The Australian

Mega rich are digging deep to make their mark with mansions

With 24 toilets, a two-lane bowling alley, three internal lifts, a 28-car garage and a 20m tunnel leading from the waterfront, a $30 million mansion under construction for a family of five in Sydney is defying an increasingly bearish economic outlook.
In Melbourne, soft-drink scion Harry Stamoulis is set to demolish a Baillieu family home on one of Australia’s wealthiest streets to build a 4088sqm house.

The developments prove one thing: Australia’s premium housing market is alive and kicking — it’s just that most of its backers are keeping as low a profile as possible as opposed to the ostentatious displays of wealth of before the global financial crisis.

In Sydney, billionaire James Packer is quietly planning a $13m two-storey guesthouse to adjoin the $18m Vaucluse mansion he recently bought. The 24-toilet $30m mansion in Sydney’s south being built by little-known aviation entrepreneur Steve Shelley could rival Packer’s compound. His near neighbours at the Burraneer property include cricketers Ricky Ponting and Glenn McGrath. Detractors say the house is too big an investment for the Sutherland Shire. But Shelley is pressing ahead with the eight-bedroom, 16-bathroom mansion. He recently sold his aviation services company, Aero-Care, which employs 1400 staff across 17 airports, saying he had chosen southern Sydney for his dream mansion instead of Sydney’s trendier eastern suburbs. “I am a Shire boy.” There have been knockers, according to the mansion’s builder, Alan Sammut. “People have asked him (Steve) why he is spending so much money in the Shire. But he is passionate about the area.” Shelley consolidated three waterfront blocks totalling 4500sq m at a cost of more than $8 million. He estimates the ambitious four-level mansion featuring a mini-day spa, two swimming pools, a sunken teppanyaki bar and fire pit, will take two years to complete. A 20m tunnel will connect the Burraneer Bay waterfront to the house. Shelley’s latest venture is a new human resources and people management product called deputy.com.

In Melbourne, contracts have been signed for Krongold Constructions to build a Grecian-themed palace for Stamoulis at 39 St Georges Road, Toorak. Stamoulis paid $25m in 2010 for the site, which he bought from the Inge family. While Bruce Henderson architects are keeping the plans for the building under wraps, Krongold Constructions is renowned for building the near-impossible — including a house made entirely of zinc for the publisher of The Monthly, property developer Morry Schwartz, and his artist wife Anna in the inner-city suburb of Carlton. According to the builders, Schwartz’s house had to be rubbed down with baby oil to remove the builder’s fingerprints from the soft metal.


» Task item
Output every entry below exactly, without its pictures.

===

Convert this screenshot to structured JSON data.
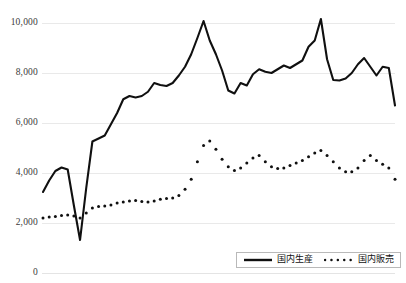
{
  "chart_data": {
    "type": "line",
    "title": "",
    "xlabel": "",
    "ylabel": "",
    "ylim": [
      0,
      10000
    ],
    "grid": true,
    "legend_position": "bottom",
    "yticks": [
      0,
      2000,
      4000,
      6000,
      8000,
      10000
    ],
    "ytick_labels": [
      "0",
      "2,000",
      "4,000",
      "6,000",
      "8,000",
      "10,000"
    ],
    "x": [
      1,
      2,
      3,
      4,
      5,
      6,
      7,
      8,
      9,
      10,
      11,
      12,
      13,
      14,
      15,
      16,
      17,
      18,
      19,
      20,
      21,
      22,
      23,
      24,
      25,
      26,
      27,
      28,
      29,
      30,
      31,
      32,
      33,
      34,
      35,
      36,
      37,
      38,
      39,
      40,
      41,
      42,
      43,
      44,
      45,
      46,
      47,
      48,
      49,
      50,
      51,
      52,
      53,
      54,
      55,
      56,
      57,
      58
    ],
    "series": [
      {
        "name": "国内生産",
        "style": "solid",
        "color": "#101010",
        "values": [
          3240,
          3700,
          4080,
          4220,
          4140,
          2700,
          1320,
          3400,
          5260,
          5380,
          5500,
          5950,
          6400,
          6950,
          7080,
          7020,
          7080,
          7250,
          7600,
          7520,
          7480,
          7600,
          7900,
          8250,
          8750,
          9400,
          10080,
          9300,
          8750,
          8100,
          7300,
          7180,
          7600,
          7500,
          7950,
          8150,
          8050,
          8000,
          8150,
          8300,
          8200,
          8350,
          8500,
          9050,
          9300,
          10160,
          8550,
          7720,
          7700,
          7780,
          8000,
          8350,
          8600,
          8250,
          7900,
          8250,
          8200,
          6700
        ]
      },
      {
        "name": "国内販売",
        "style": "dotted",
        "color": "#101010",
        "values": [
          2200,
          2240,
          2260,
          2300,
          2320,
          2280,
          2200,
          2400,
          2600,
          2660,
          2680,
          2720,
          2800,
          2840,
          2880,
          2900,
          2860,
          2840,
          2880,
          2950,
          2980,
          3000,
          3100,
          3350,
          3750,
          4450,
          5100,
          5280,
          4950,
          4550,
          4250,
          4100,
          4200,
          4400,
          4600,
          4700,
          4450,
          4250,
          4180,
          4200,
          4300,
          4400,
          4500,
          4650,
          4800,
          4900,
          4700,
          4450,
          4200,
          4050,
          4050,
          4200,
          4500,
          4700,
          4500,
          4350,
          4200,
          3750
        ]
      }
    ]
  },
  "legend": {
    "items": [
      {
        "label": "国内生産",
        "style": "solid"
      },
      {
        "label": "国内販売",
        "style": "dotted"
      }
    ]
  }
}
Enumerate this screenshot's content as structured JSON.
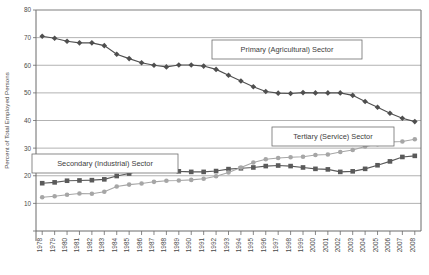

===

» Task solution
Convert this screenshot to structured JSON data.
{
  "chart_data": {
    "type": "line",
    "title": "",
    "xlabel": "",
    "ylabel": "",
    "ylim": [
      0,
      10000
    ],
    "grid": true,
    "legend_position": "bottom",
    "yticks": [
      0,
      2000,
      4000,
      6000,
      8000,
      10000
    ],
    "ytick_labels": [
      "0",
      "2,000",
      "4,000",
      "6,000",
      "8,000",
      "10,000"
    ],
    "x": [
      1,
      2,
      3,
      4,
      5,
      6,
      7,
      8,
      9,
      10,
      11,
      12,
      13,
      14,
      15,
      16,
      17,
      18,
      19,
      20,
      21,
      22,
      23,
      24,
      25,
      26,
      27,
      28,
      29,
      30,
      31,
      32,
      33,
      34,
      35,
      36,
      37,
      38,
      39,
      40,
      41,
      42,
      43,
      44,
      45,
      46,
      47,
      48,
      49,
      50,
      51,
      52,
      53,
      54,
      55,
      56,
      57,
      58
    ],
    "series": [
      {
        "name": "国内生産",
        "style": "solid",
        "color": "#101010",
        "values": [
          3240,
          3700,
          4080,
          4220,
          4140,
          2700,
          1320,
          3400,
          5260,
          5380,
          5500,
          5950,
          6400,
          6950,
          7080,
          7020,
          7080,
          7250,
          7600,
          7520,
          7480,
          7600,
          7900,
          8250,
          8750,
          9400,
          10080,
          9300,
          8750,
          8100,
          7300,
          7180,
          7600,
          7500,
          7950,
          8150,
          8050,
          8000,
          8150,
          8300,
          8200,
          8350,
          8500,
          9050,
          9300,
          10160,
          8550,
          7720,
          7700,
          7780,
          8000,
          8350,
          8600,
          8250,
          7900,
          8250,
          8200,
          6700
        ]
      },
      {
        "name": "国内販売",
        "style": "dotted",
        "color": "#101010",
        "values": [
          2200,
          2240,
          2260,
          2300,
          2320,
          2280,
          2200,
          2400,
          2600,
          2660,
          2680,
          2720,
          2800,
          2840,
          2880,
          2900,
          2860,
          2840,
          2880,
          2950,
          2980,
          3000,
          3100,
          3350,
          3750,
          4450,
          5100,
          5280,
          4950,
          4550,
          4250,
          4100,
          4200,
          4400,
          4600,
          4700,
          4450,
          4250,
          4180,
          4200,
          4300,
          4400,
          4500,
          4650,
          4800,
          4900,
          4700,
          4450,
          4200,
          4050,
          4050,
          4200,
          4500,
          4700,
          4500,
          4350,
          4200,
          3750
        ]
      }
    ]
  },
  "legend": {
    "items": [
      {
        "label": "国内生産",
        "style": "solid"
      },
      {
        "label": "国内販売",
        "style": "dotted"
      }
    ]
  }
}
Enumerate this screenshot's content as structured JSON.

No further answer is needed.